Plan a low-screen summer with me!
Boredom, a kindness challenge, and a fill-in worksheet for kids and parents
Psst: we have another AMA podcast coming up soon! Submit your questions for John and/or me here or just leave them in the comments. You can listen to the first one here!
I had planned to run this newsletter in two weeks, just after Memorial Day — the unofficial beginning of summer! But in conversations with friends and looking at my own to-do’s, it seems like summer prep is already in full swing. (Just this morning, I got a text from Bethany, bless her, asking to compare schedules and make a few plans.)
So let’s do it! While I know May is the month where everything collides — where we’re just trying to finish the school year while also planning ahead for June, July, and August — today we’re going to embrace it.
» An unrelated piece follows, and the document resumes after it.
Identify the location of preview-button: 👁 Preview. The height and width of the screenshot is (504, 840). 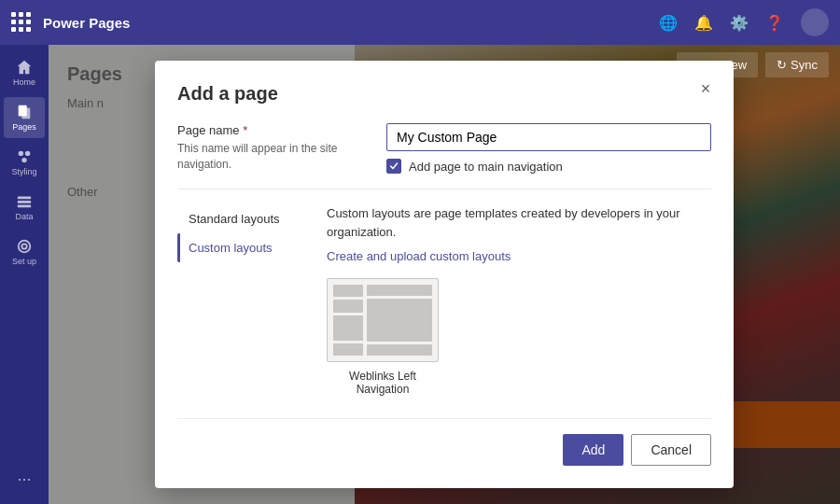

We’re going to ask and answer a few questions about what matters this summer, and then we’re going to figure out how we can do more of it, together.
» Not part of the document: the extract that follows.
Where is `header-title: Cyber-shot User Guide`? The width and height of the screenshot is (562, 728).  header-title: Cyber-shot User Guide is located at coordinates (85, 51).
These summer planning newsletters are some of my favorites: not only do they embody much of what we’re trying to do here at The Connected Family — hopefully helping you to scaffold creativity, adventure, warmth, and fun in your home with just a sprinkle of technology — but they also force me to get my own plans in order! (Thanks, pals!) Looking back, it’s fun to see that both 2024’s and 2025’s versions were some of their year’s most popular posts.
It’s no secret that it takes careful planning to facilitate a slow summer — especially for working parents — but to me, it is worth every bit of extra effort: spending the hot, lazy days of summer at home were formative for me when I was in elementary school, and I cherish being able to offer them to my kids: days that include time outside. Time to be bored and to use their imaginations. Time to read. Time to play with neighborhood friends. Time to create and explore their interests. Time to grow closer together as siblings. (And, you know, time for John and I to do our work with minimal interruption.) Those things are worth fighting for!
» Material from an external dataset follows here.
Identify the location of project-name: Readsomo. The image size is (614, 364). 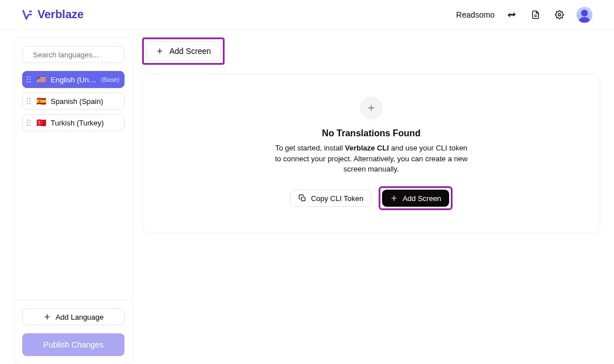
(475, 15).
If you, too, are hoping to scaffold a low-screen summer — one that might include boredom yes, but also where that boredom can blossom into creativity, relationship, resourcefulness, independence, patience, and passion — I’d love to share a few ways we’ll be doing it in our home this year.
And psst — I’m also sharing v. cute, v. fun “summer planning” worksheets you can download for the whole family to fill out together. (There’s one version for the parents and one for the kids, but many questions overlap!) I hope they lead to good conversation, and help surface some shared things to look forward to in the months ahead! We’ll be filling ours out at our upcoming end-of-the-school-year / beginning-of-summer celebration dinner.